Haley’s campaign mirrors those being run in a couple dozen states where some politicians are trying to convince people that drug-testing of the unemployed is needed to improve the nation’s wretched unemployment numbers. It’s an approach that simply defies the reality of what has happened over the past few years as the worst economy since the Great Depression has resulted in unemployment stuck near double digits.

This politically driven campaign ignores an important fact. Until the day they were handed their pink slip by companies looking to shore up their bottom lines, unemployed people actually had a job. And in much of America, those jobs came with a mandatory drug test before the job was filled and with other opportunities for random or for-cause drug tests during employment….

… Drugs were a factor in only about 1,000 of more than 400,000 unemployment claims, according to an Associated Press story from earlier this year.
Gov. Haley and other state leaders should focus on bringing more jobs to South Carolina and nurturing a system that better matches employers with workers. And they should stop this unseemly crusade of beating up on unemployed people just to score political points.
I’ll add a thought to that…
Who ARE these people with whom you can make political points by saying stuff like this? Who ARE these people who think of the unemployed as the undeserving “other”? It’s unimaginable to me. Well before I lost my 35-year newspaper career, I knew plenty of people who were out of work, across the economy, and plenty of others who were worried, and with good reason? Who lives in such a bubble that they don’t know all of these worthy, smart, hard-working people?
Oh, I know the answer to those questions. But I’m still incredulous that anyone could be so lacking in perception, and so mean-spirited.
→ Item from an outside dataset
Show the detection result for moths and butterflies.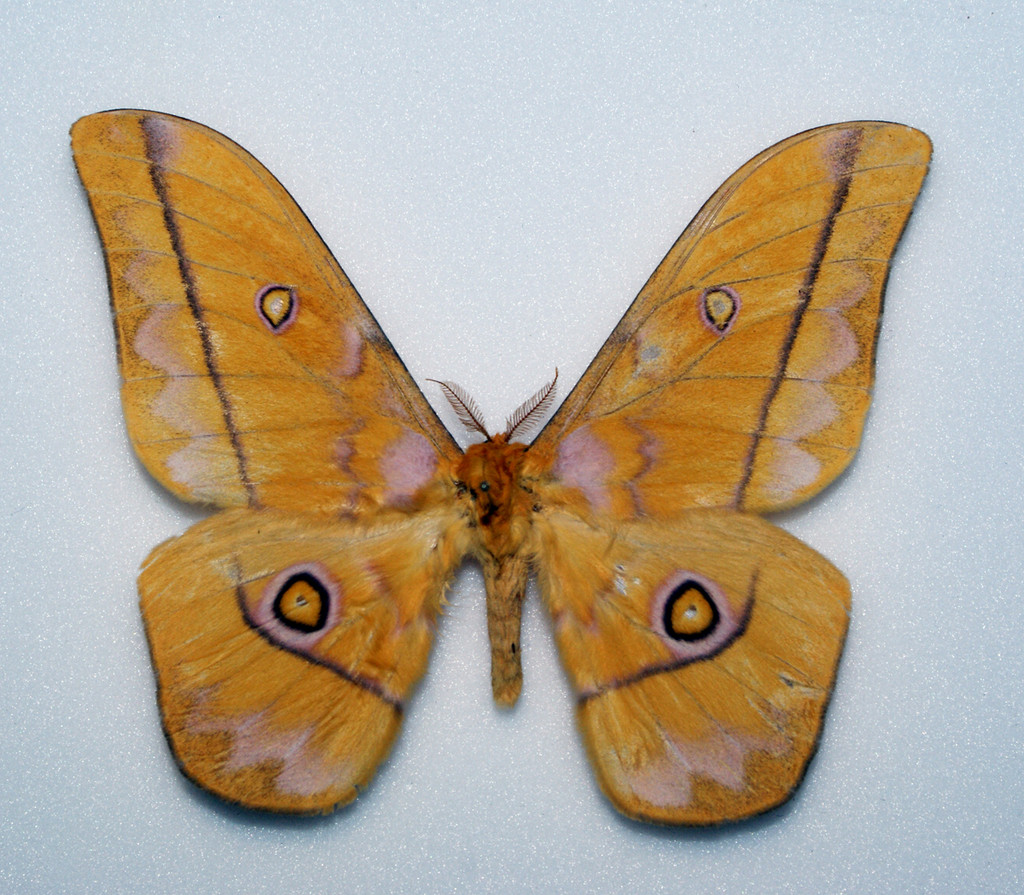
left=70, top=103, right=935, bottom=822.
And I continue to be stunned that people such as Nikki Haley can appeal to such lowest common impulses and succeed in elections. And I’m sick and tired of this being the case. I want to live in a rational world.
And that’s the bottom line, really. I suppose it’s entirely about compassion in the case of people who are way nicer than I am. But I’m more about recognizing the things that are actually wrong with our economy, seeing how they affect us all, and seeing how even rational self-interest (altruism aside) requires us to address these problems realistically instead of acting like hermit crabs and reaching desperately for stupid excuses to dismiss what’s actually happening.

30 thoughts on “Greenville News gets on Nikki’s case

  1. bud

    Brad, did your time as unemployed change your perception about who are unemployed? Seems like you have to walk in someone elses shoes awhile to fully comprehend why the do what they do. That’s one reason why I find laws restricting personal behavior so offensive. While I might find it unseemly to smoke pot or play video poker it doesn’t seem appropriate for me to tell someone else what to do.

    Reply
  2. Karen McLeod

    I have come to the conclusion that the powers backing this “conservative/tea party/republican” political force out there is one that is absolutely determined to distract the general public from the most immediate problems in order to ensure a government that will protect and further their power/wealth. Please note that I put “conservative/tea party/republican” in quotes because I truly think that the ones seeking to manipulate public opinion are not the same folks who actually believe that the unemployeed are drug users, or that it’s all a pregnant girl’s fault if she gets pregnant, or that all people have a real choice about whether or not to get health insurance, and if they don’t, they shouldn’t get more medical care than they or their children can’t afford out of their own pockets. More and more I suspect that there is a party of very powerful, very cynical sociopaths, who are directing people away from real problems (eg.unemployment, lack of health care, education, climate change) and toward ephemeral ones (eg.mass illegal drug use, over taxation/deficit reduction, low moral standard, slack religious practice). The target keeps changing, but it’s all directed at maintaining the status quo which continues to erode our middle class. We are headed toward a country where there are a few massively wealthy and a great majority are very poor. I’m not advocating communism; I’m advocating for a society where everyone has enough to have a chance.

    Reply
  3. Brad Warthen

    Sure it made a difference, Bud. Before, it was other people. After, it was me.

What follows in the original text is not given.